1. You can't simply put in your favorite Linux-Disto and have a live and
absuable SMTP-Gateway, you have to get a certificate for it

2. This certificate takes time and money to get - and you would give
great care to not lose it or get bad credit - because if this
certificate is once revoked or known as spammer host, you'll have to
take some time and money to get you server back in business.
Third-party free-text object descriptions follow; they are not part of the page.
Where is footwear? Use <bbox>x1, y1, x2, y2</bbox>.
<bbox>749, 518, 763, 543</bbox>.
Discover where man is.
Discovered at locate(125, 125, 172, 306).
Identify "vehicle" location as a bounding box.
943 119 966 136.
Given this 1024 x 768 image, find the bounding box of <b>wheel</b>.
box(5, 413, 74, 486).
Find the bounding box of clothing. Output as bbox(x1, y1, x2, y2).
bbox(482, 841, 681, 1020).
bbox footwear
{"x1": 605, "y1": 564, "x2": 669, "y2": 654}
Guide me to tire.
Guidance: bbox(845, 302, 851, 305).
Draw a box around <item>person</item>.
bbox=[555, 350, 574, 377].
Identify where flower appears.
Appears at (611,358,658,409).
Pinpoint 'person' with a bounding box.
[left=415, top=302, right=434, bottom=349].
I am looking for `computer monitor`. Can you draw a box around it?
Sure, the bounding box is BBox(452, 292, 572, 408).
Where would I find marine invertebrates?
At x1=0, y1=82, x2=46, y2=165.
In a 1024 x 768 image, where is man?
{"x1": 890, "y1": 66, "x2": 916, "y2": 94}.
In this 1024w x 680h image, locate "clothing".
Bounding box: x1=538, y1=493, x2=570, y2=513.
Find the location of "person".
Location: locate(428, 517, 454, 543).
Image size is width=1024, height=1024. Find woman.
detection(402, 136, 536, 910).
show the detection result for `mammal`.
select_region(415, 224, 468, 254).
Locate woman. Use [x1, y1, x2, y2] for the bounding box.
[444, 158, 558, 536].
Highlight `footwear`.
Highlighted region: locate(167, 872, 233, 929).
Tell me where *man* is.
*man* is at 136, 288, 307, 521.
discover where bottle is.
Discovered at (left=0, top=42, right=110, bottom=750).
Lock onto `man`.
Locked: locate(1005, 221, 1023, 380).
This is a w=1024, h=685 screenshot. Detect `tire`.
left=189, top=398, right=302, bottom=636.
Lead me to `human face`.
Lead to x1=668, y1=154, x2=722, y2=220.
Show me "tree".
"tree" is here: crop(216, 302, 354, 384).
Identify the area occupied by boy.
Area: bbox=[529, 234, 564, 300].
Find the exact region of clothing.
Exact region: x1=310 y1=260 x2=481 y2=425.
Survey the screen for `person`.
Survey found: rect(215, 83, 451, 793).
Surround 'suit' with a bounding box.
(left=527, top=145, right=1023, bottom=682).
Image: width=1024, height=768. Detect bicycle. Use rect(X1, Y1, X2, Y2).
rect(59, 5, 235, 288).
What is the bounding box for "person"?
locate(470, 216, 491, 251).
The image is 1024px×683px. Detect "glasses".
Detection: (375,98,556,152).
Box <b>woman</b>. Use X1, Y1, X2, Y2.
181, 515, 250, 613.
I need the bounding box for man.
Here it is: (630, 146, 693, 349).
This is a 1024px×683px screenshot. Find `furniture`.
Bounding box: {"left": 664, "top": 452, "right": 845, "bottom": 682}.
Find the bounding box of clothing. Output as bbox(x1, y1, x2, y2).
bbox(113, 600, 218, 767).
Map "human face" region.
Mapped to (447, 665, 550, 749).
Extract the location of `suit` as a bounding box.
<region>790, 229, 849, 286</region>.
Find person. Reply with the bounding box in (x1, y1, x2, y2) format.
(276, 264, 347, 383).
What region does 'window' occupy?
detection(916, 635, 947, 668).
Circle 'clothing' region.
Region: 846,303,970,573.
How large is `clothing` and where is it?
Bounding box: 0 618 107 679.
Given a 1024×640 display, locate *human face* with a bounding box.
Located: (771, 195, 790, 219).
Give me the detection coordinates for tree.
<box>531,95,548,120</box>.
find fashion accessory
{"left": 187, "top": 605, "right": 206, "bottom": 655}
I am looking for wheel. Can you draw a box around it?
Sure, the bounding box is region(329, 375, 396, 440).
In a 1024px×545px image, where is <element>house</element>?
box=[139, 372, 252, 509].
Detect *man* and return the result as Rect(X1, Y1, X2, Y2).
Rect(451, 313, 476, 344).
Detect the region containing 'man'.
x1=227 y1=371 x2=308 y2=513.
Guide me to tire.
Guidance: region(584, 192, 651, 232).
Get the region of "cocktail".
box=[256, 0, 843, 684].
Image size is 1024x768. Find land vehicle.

3. Avarge Joe doesn't know how to install a certificate in his
smtp-server, thus less servers in a "live and operative" state would be
in the net.

* There is very little incentive to steal keys right now.  Client 
certificates are generally useless, server certificates are only good 
if you can control the domain name as well.  Correct me if I'm wrong, 
but even if I have www.vendor.com's private key, I still can't snoop in 
on SSL conversations, and I can't hijack the site unless I hijack the 
DNS entry as well.  Look at the tremendous lengths spammers have gone 
through to make e-mail unusable: deter spam using PKI and I suspect 
we'll see a healthy black market of sender certificates.
Well, the smtp-server connects to another server with a client
certificate... thus they _are_ needed... and this client-certificate
(+key) would allow you authenticate as the other server - it might
trigger an alarm that the dns and the cert's don't match, but at least
in postfix it's up to you if you consider that a thread.

One big advantage of a CA system is, that it's issued based on the
location - so if you don't want any mails from CN then you don't get any
mail from there (not like these days where you can't really tell where
this .com originates - at least in a reasoable way without 6 whois
lookups ;) )

The basic point is, trust DNS.  If the key fingerprints are to be put 
into DNS, then we trust DNS anyway, and we can eschew the PKI.

The problem here is that DNS is a untrustworthy, non authenticatable
service - with DNSSEC this might change... in a PKI you can exactly say
"who he is" and "who has said who it is" and you can determine yourself
if you want to trust certs signed by ca.throwaway.com - rather then
filling up your blacklist with throwaway-domains.